[Supplied data — start]

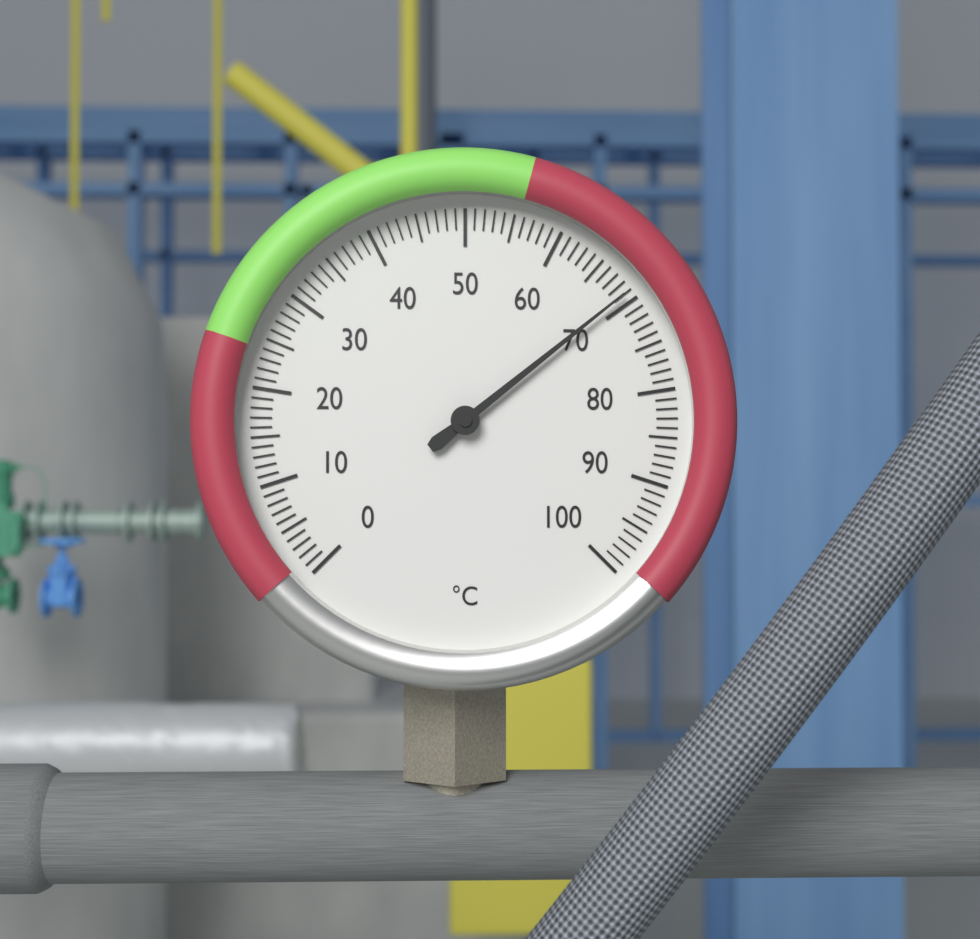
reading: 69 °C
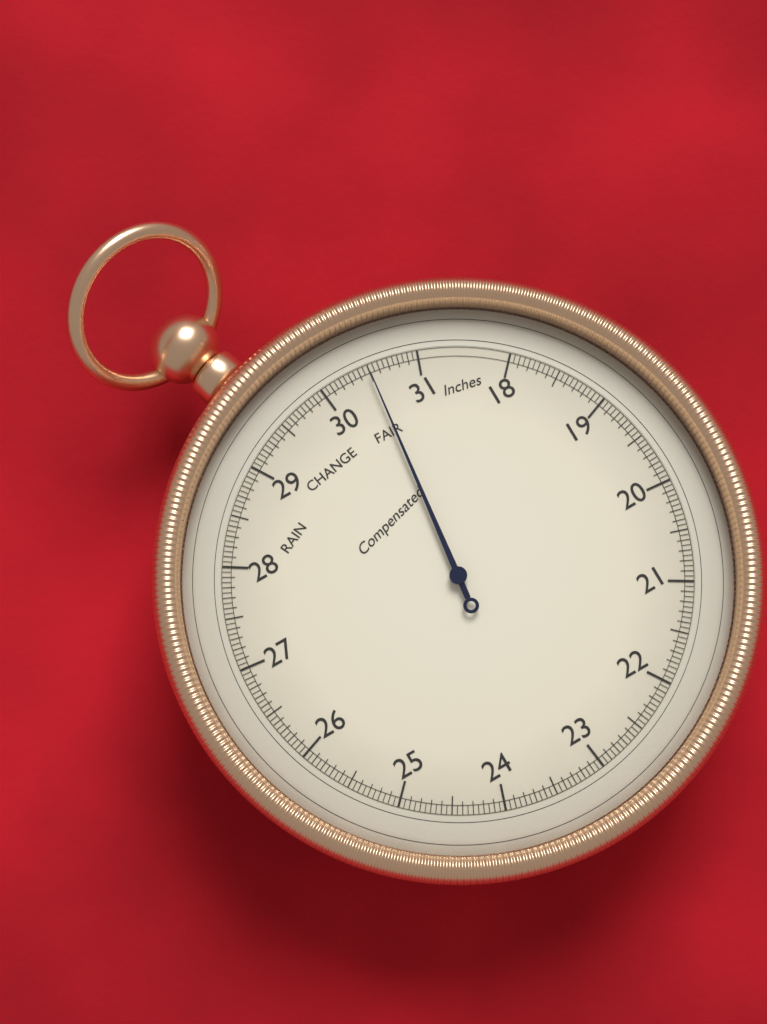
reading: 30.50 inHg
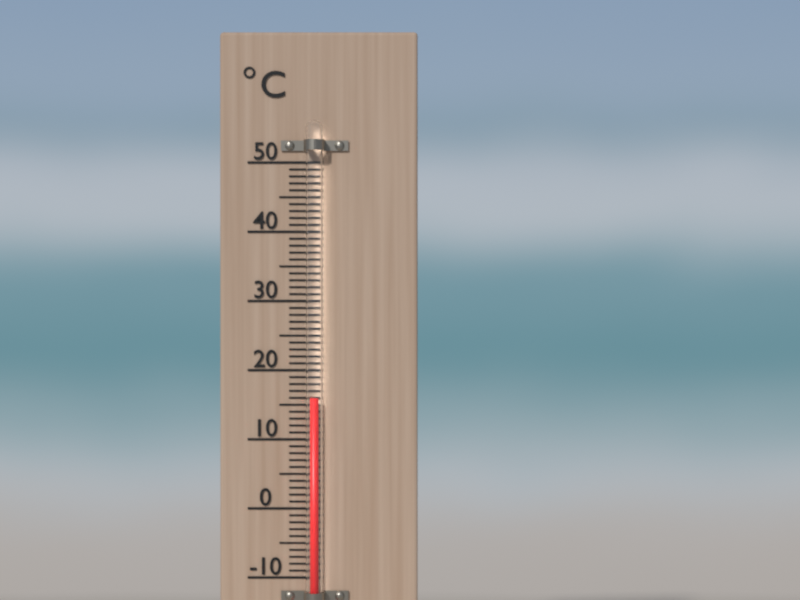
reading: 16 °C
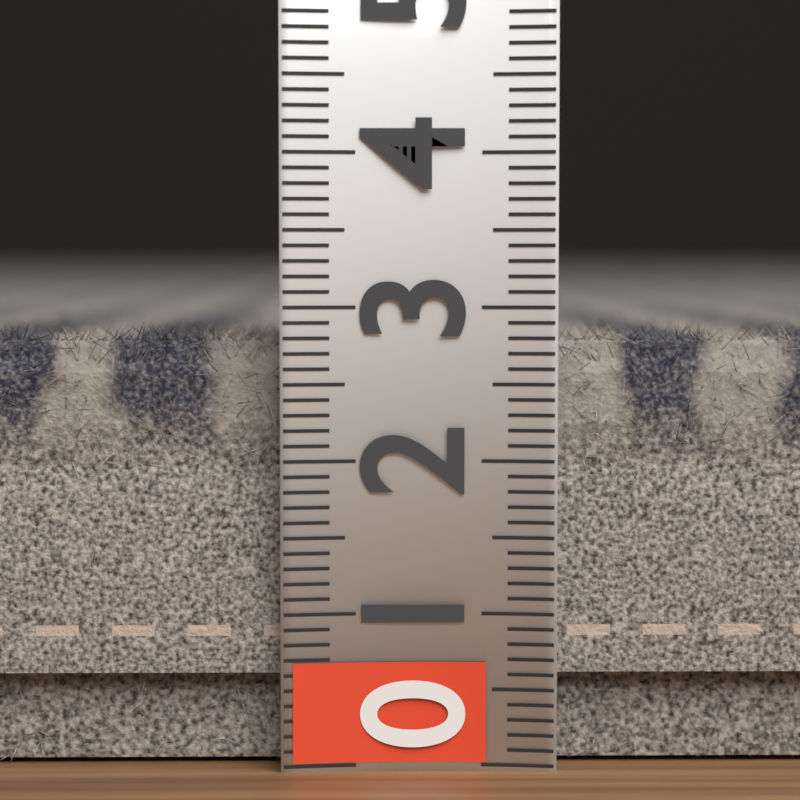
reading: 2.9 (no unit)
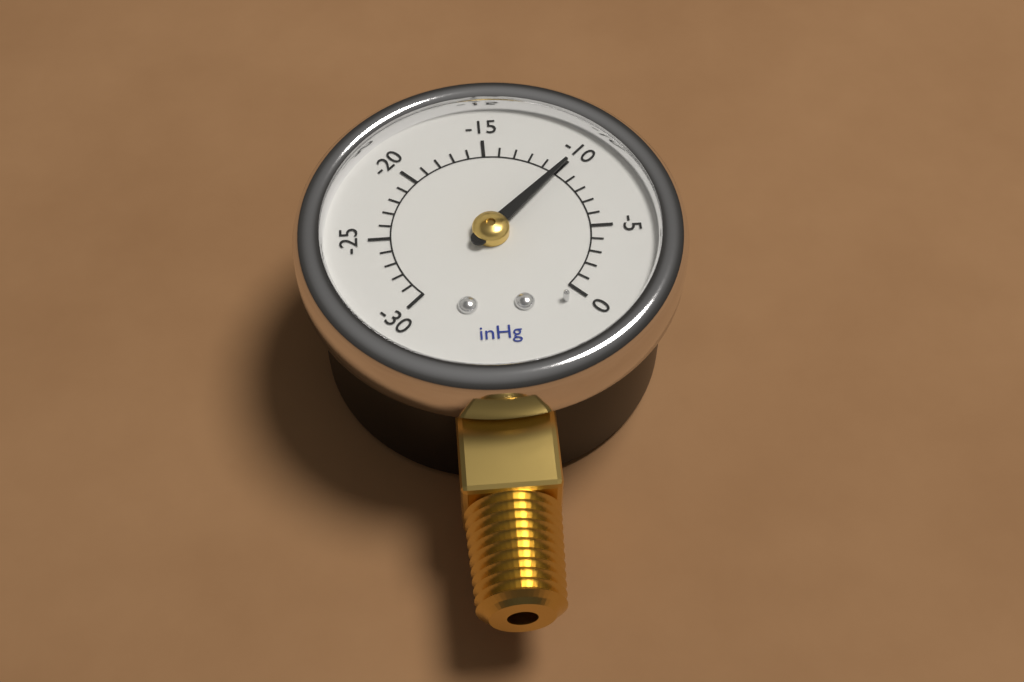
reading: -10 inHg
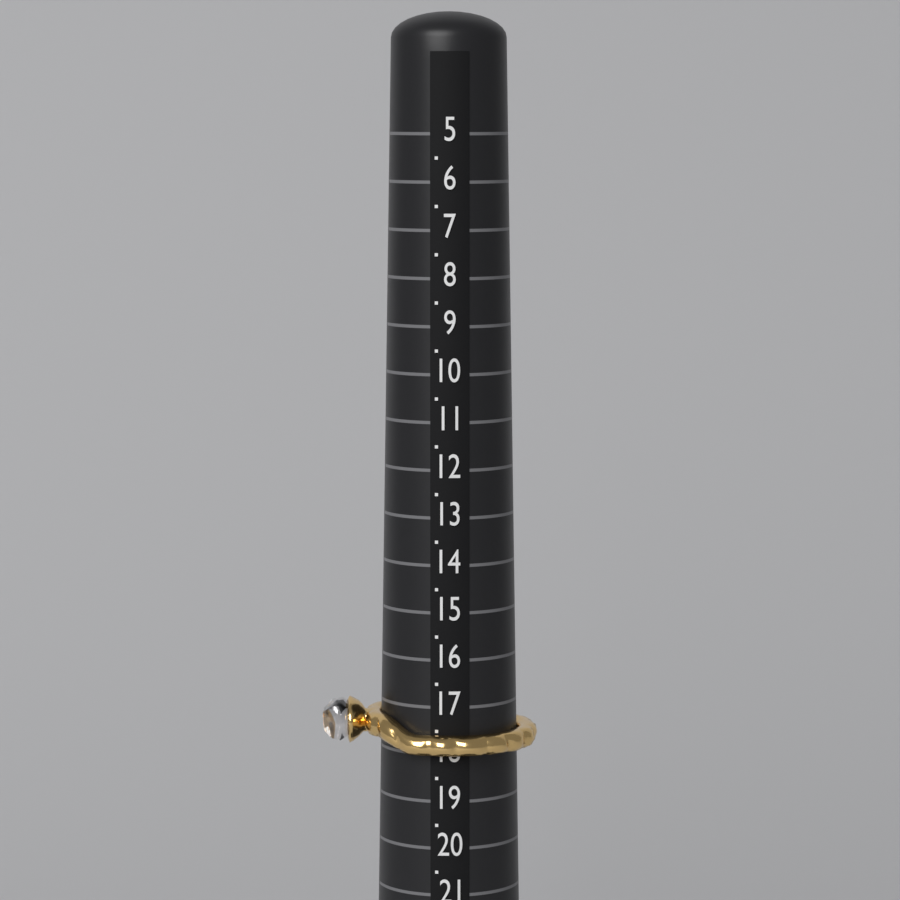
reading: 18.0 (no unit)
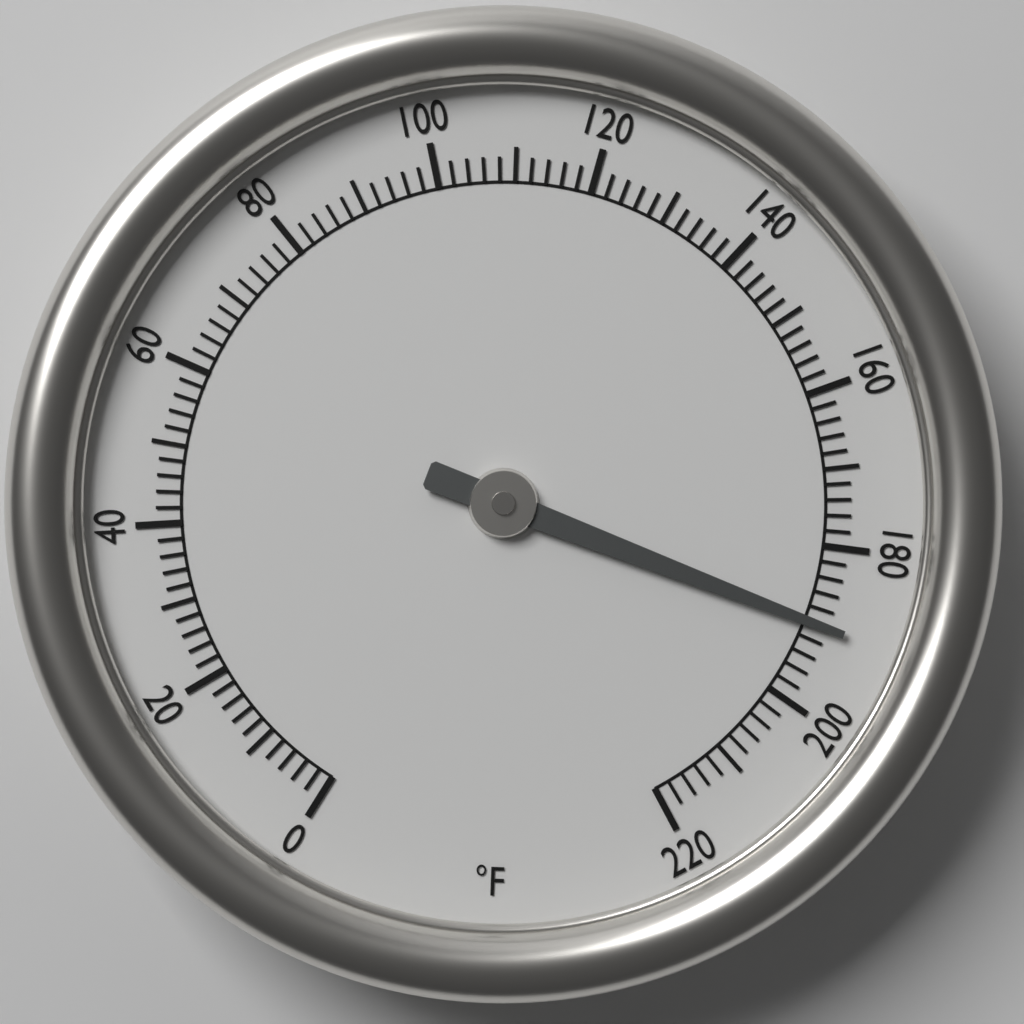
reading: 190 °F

[Supplied data — finish]

§ **Task**: Give the records back exactly. Leave the pictures out.

§ **Exercise answer**:
reading: 69 °C
reading: 30.50 inHg
reading: 16 °C
reading: 2.9 (no unit)
reading: -10 inHg
reading: 18.0 (no unit)
reading: 190 °F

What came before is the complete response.